We see family and friends who share our level of risk tolerance. We run only necessary errands, but always with a mask. For those in our bubble who still must work in some setting other than home, they do so in a place where everyone wears masks as stays 6 feet apart. Our social bubble includes all family and friends who do the same.
As for the mask v. no-mask post vaccine debate, I'm on the fence. From a risk tolerance perspective, I'm generally ok with a 5% risk given my lack of risk factors for severe Covid. Understanding that I could get it and be asymptomatic and put others at risk, I'd advocate for wearing a mask where that is necessary for the protection of others. But I'd also be ok with attending maskless events if it was understood in advance that such an event was going to be a maskless and attending was at each's own risk.
5% risk is for the moderna and phizer vaccines if you contract regular covid - not the new variants currently going around. As mentioned, estimates are that risk may be four times higher with these new variants.
There shouldn't be any 'maskless events' until the percentage of population vaccinated is high enough to provide the benefits of herd immunity.
From the NYT, a source that has taken this serious from day one.
Right now, public discussion of the vaccines is full of warnings about their limitations: They’re not 100 percent effective. Even vaccinated people may be able to spread the virus. And people shouldn’t change their behavior once they get their shots.
These warnings have a basis in truth, just as it’s true that masks are imperfect. But the sum total of the warnings is misleading, as I heard from multiple doctors and epidemiologists last week.
“It’s driving me a little bit crazy,” Dr. Ashish Jha, dean of the Brown School of Public Health, told me.
“We’re underselling the vaccine,” Dr. Aaron Richterman, an infectious-disease specialist at the University of Pennsylvania, said.
“It’s going to save your life — that’s where the emphasis has to be right now,” Dr. Peter Hotez of the Baylor College of Medicine said.
The Moderna and Pfizer vaccines are “essentially 100 percent effective against serious disease,” Dr. Paul Offit, the director of the Vaccine Education Center at Children’s Hospital of Philadelphia, said. “It’s ridiculously encouraging.”
"If anything, the 95 percent number understates the effectiveness, because it counts anyone who came down with a mild case of Covid-19 as a failure. But turning Covid into a typical flu — as the vaccines evidently did for most of the remaining 5 percent — is actually a success. Of the 32,000 people who received the Moderna or Pfizer vaccine in a research trial, do you want to guess how many contracted a severe Covid case? One."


■ Assignment ■
Work through the data line by line, gathering every line that has the word "edge".

■ Records from a data source ■

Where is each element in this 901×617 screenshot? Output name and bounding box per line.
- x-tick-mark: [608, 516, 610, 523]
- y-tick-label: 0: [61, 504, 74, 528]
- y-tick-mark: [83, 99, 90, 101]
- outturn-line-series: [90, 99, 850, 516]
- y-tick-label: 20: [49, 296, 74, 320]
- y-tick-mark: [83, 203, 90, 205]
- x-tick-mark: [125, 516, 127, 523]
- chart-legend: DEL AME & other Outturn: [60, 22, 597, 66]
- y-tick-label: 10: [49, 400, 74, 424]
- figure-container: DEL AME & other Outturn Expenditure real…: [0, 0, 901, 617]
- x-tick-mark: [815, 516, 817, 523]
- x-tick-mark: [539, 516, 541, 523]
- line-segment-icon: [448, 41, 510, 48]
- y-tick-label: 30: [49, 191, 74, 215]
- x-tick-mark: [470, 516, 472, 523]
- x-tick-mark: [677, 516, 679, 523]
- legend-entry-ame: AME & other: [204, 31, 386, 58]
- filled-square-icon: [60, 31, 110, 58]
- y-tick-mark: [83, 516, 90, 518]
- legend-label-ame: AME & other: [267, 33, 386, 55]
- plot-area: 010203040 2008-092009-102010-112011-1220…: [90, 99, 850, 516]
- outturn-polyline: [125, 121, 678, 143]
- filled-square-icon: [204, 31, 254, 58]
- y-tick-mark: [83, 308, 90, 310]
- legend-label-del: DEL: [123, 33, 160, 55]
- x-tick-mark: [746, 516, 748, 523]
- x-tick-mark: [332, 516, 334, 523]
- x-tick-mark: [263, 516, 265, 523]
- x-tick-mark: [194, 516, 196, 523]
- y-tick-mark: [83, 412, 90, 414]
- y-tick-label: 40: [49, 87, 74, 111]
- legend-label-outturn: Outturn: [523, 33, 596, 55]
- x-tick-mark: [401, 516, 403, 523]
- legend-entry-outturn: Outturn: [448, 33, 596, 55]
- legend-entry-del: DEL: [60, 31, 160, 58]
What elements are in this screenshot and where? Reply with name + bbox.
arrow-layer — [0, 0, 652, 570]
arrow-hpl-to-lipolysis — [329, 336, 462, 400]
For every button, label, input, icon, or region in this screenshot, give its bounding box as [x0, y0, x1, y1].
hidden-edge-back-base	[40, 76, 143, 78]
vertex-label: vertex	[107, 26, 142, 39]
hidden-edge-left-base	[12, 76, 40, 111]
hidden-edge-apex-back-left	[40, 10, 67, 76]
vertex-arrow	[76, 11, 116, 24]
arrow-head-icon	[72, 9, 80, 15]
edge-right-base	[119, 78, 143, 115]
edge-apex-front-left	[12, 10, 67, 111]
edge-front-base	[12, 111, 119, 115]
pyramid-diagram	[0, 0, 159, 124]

■ Exercise result ■
hidden-edge-back-base	[40, 76, 143, 78]
hidden-edge-left-base	[12, 76, 40, 111]
hidden-edge-apex-back-left	[40, 10, 67, 76]
edge-right-base	[119, 78, 143, 115]
edge-apex-front-left	[12, 10, 67, 111]
edge-front-base	[12, 111, 119, 115]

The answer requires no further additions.